Barrie") and Peter Llewelyn Davies committed suicide in 1960, suffering
from financial worries and depression.
Peter
is sometimes said to
have given his name to Peter Pan, which caused him grief at Eton, but
the boy
and Barrie's
character were apparently both named after George Du Maurier's novel Peter Ibbetson (1891), and Dudgeon's
book pivots on the Du Maurier link. Barrie's
spellbinding powers are attributed to an immersion in Du Maurier's
work,
combining Svengali-style hypnotism as depicted in Trilby
(1894) and Peter Ibbetson-style "dreaming true".
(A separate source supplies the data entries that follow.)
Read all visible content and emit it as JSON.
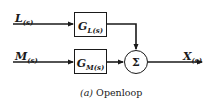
{
  "diagram": {
    "type": "block-diagram",
    "inputs": [
      {
        "id": "L",
        "label": "L",
        "subscript": "(s)"
      },
      {
        "id": "M",
        "label": "M",
        "subscript": "(s)"
      }
    ],
    "blocks": [
      {
        "id": "GL",
        "label": "G",
        "subscript": "L(s)"
      },
      {
        "id": "GM",
        "label": "G",
        "subscript": "M(s)"
      }
    ],
    "summing_junction": {
      "symbol": "Σ"
    },
    "output": {
      "id": "X",
      "label": "X",
      "subscript": "(s)"
    },
    "caption": {
      "prefix": "(a)",
      "text": " Openloop"
    },
    "colors": {
      "line": "#1a1a1a",
      "background": "#ffffff"
    }
  }
}
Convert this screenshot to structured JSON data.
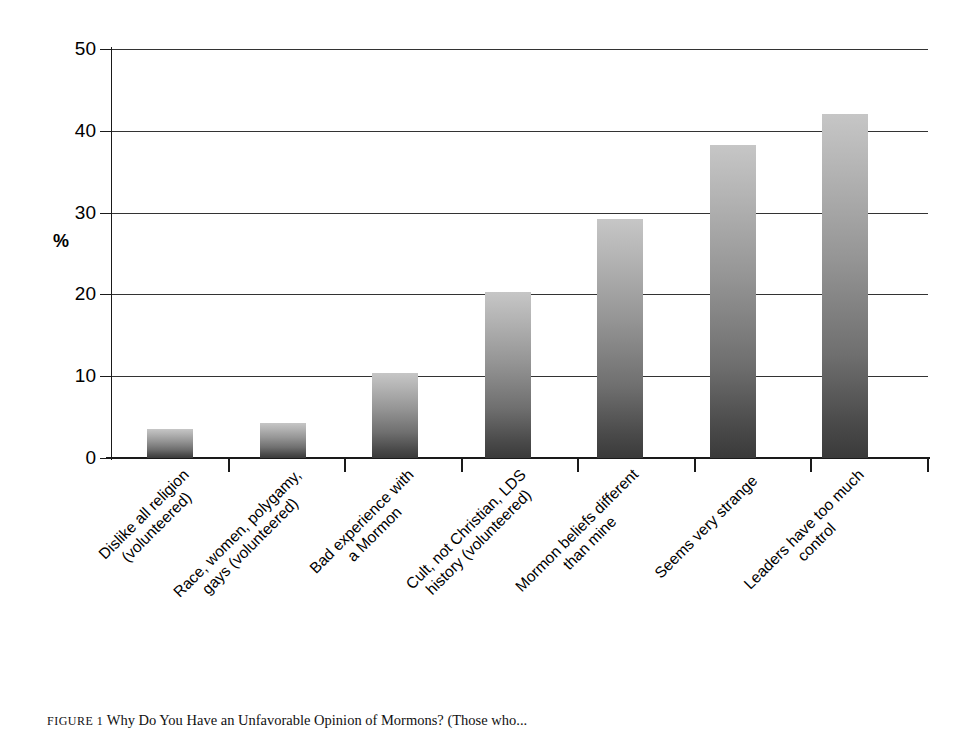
{
  "chart_data": {
    "type": "bar",
    "title": "",
    "xlabel": "",
    "ylabel": "%",
    "ylim": [
      0,
      50
    ],
    "yticks": [
      0,
      10,
      20,
      30,
      40,
      50
    ],
    "grid": true,
    "legend": "none",
    "orientation": "vertical",
    "categories": [
      "Dislike all religion\n(volunteered)",
      "Race, women, polygamy,\ngays (volunteered)",
      "Bad experience with\na Mormon",
      "Cult, not Christian, LDS\nhistory (volunteered)",
      "Mormon beliefs different\nthan mine",
      "Seems very strange",
      "Leaders have too much\ncontrol"
    ],
    "values": [
      3.5,
      4.3,
      10.4,
      20.3,
      29.2,
      38.3,
      42.0
    ],
    "bar_color_top": "#c6c6c6",
    "bar_color_bottom": "#3a3a3a",
    "axis_color": "#1a1a1a",
    "gridline_color": "#333333"
  },
  "axis": {
    "y_title": "%",
    "tick_labels": [
      "50",
      "40",
      "30",
      "20",
      "10",
      "0"
    ]
  },
  "categories_display": [
    {
      "line1": "Dislike all religion",
      "line2": "(volunteered)"
    },
    {
      "line1": "Race, women, polygamy,",
      "line2": "gays (volunteered)"
    },
    {
      "line1": "Bad experience with",
      "line2": "a Mormon"
    },
    {
      "line1": "Cult, not Christian, LDS",
      "line2": "history (volunteered)"
    },
    {
      "line1": "Mormon beliefs different",
      "line2": "than mine"
    },
    {
      "line1": "Seems very strange",
      "line2": ""
    },
    {
      "line1": "Leaders have too much",
      "line2": "control"
    }
  ],
  "caption": {
    "figure_number": "FIGURE 1",
    "text": "Why Do You Have an Unfavorable Opinion of Mormons? (Those who..."
  }
}
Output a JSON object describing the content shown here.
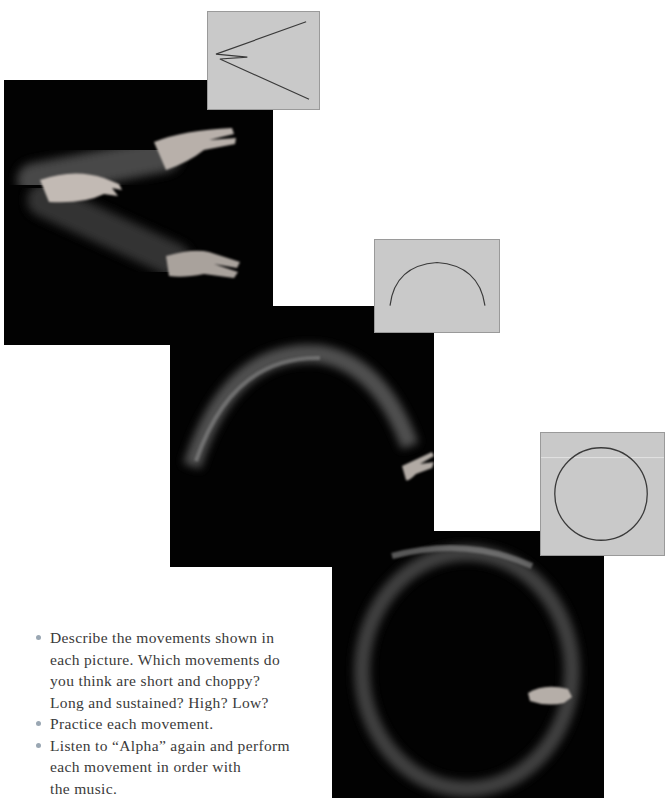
{
  "page": {
    "background": "#ffffff",
    "accent_bullet_color": "#9aa7b3"
  },
  "figures": [
    {
      "id": "zigzag",
      "photo_alt": "Hand motion blur tracing a sharp zig-zag path",
      "diagram_shape": "zigzag-icon",
      "diagram_background": "#c9c9c9"
    },
    {
      "id": "arc",
      "photo_alt": "Hand motion blur tracing a high arching curve",
      "diagram_shape": "arc-icon",
      "diagram_background": "#c9c9c9"
    },
    {
      "id": "circle",
      "photo_alt": "Hand motion blur tracing a full circle",
      "diagram_shape": "circle-icon",
      "diagram_background": "#c9c9c9"
    }
  ],
  "instructions": {
    "items": [
      {
        "lines": [
          "Describe the movements shown in",
          "each picture. Which movements do",
          "you think are short and choppy?",
          "Long and sustained? High? Low?"
        ]
      },
      {
        "lines": [
          "Practice each movement."
        ]
      },
      {
        "lines": [
          "Listen to “Alpha” again and perform",
          "each movement in order with",
          "the music."
        ]
      }
    ]
  }
}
One of Dudgeon' s interesting if unorthodox ideas is the "alchemical
text", a phrase he uses repeatedly and very idiosyncratically, which he
takes from the idea of alchemy as transmutation. For Dudgeon
"alchemical
texts" are novels and plays which change and control the lives of the
real
people their characters are pegged on. After Barrie's 1917 play Dear Brutus, for example, Gerald Du
Maurier and his daughter Daphne allegedly "followed to the letter the
suggestively incestuous relationship prescribed by Jim in Dear
Brutus. Dudgeon's Barrie
seems to have had evil designs on the whole Du Maurier tribe, and
Dudgeon is
not short of a theory about
this. There is no
evidence that George Du Maurier and Barrie ever met, which, curiously,
suggests
to Dudgeon that they did but got on badly, and that Barrie aimed to ensnare Du Maurier's
descendants out of revenge for his rejection.
There
is also no evidence
that Barrie
abused the boys, but Dudgeon finds him guilty of larger, vaguer crimes
such as
mind-control and soul-stealing, leading to the eventual suicide of
Peter
Davies, because, Dudgeon explains: "the pain of the mind control victim
is
the hopeless pain of the abused". It seems at least as likely that a
tendency to depression in the boys was related to the horrifying death
of their
father, with his jaw and palate removed, and the death of their mother
a couple
of years later. The fact that the youngest boy, Nico, was relatively
unaffected
may be due not to his having somehow escaped Barrie's influence but to
his
being only four when his father died, whereas the older boys - aged
around ten
or eleven - were more traumatized.
Dudgeon
argues that Barrie's
own pathology came from rejection by his mother after he caused the
death of
his elder brother (usually believed to have cracked his skull in an
innocent
skating accident), although only a few pages later Dudgeon has mother
and son
in cahoots again, with further sinister implications, as cynical
co-conspirators in a Faustian pact. At any rate, by the time Barrie grew up
he seems to have been a menace
to all around him, including his friend Captain Scott, whose suicidally
heroic
tendencies were allegedly implanted by Barrie, "the greatest fantasy
streamer of them all, whose reverence for the heroic ideal was driven
by a
psychosis". Built on endless innuendo and monomaniacal, Pale
Fire-type reading, Captivated has a vulgarity of
style
which is inseparable from the quality of thinking and argument. It is a
pity,
because much of the material is interesting. Barrie seems to have suffered as much
as the
boys, broken by bereavement after the deaths of Michael and George and
finally
sustained by heroin. Perhaps the last, incontrovertible word belongs to
Peter
Llewelyn Davies: "the whole business . . . was almost unbelievably
queer
and pathetic and ludicrous and even macabre in a kind of way".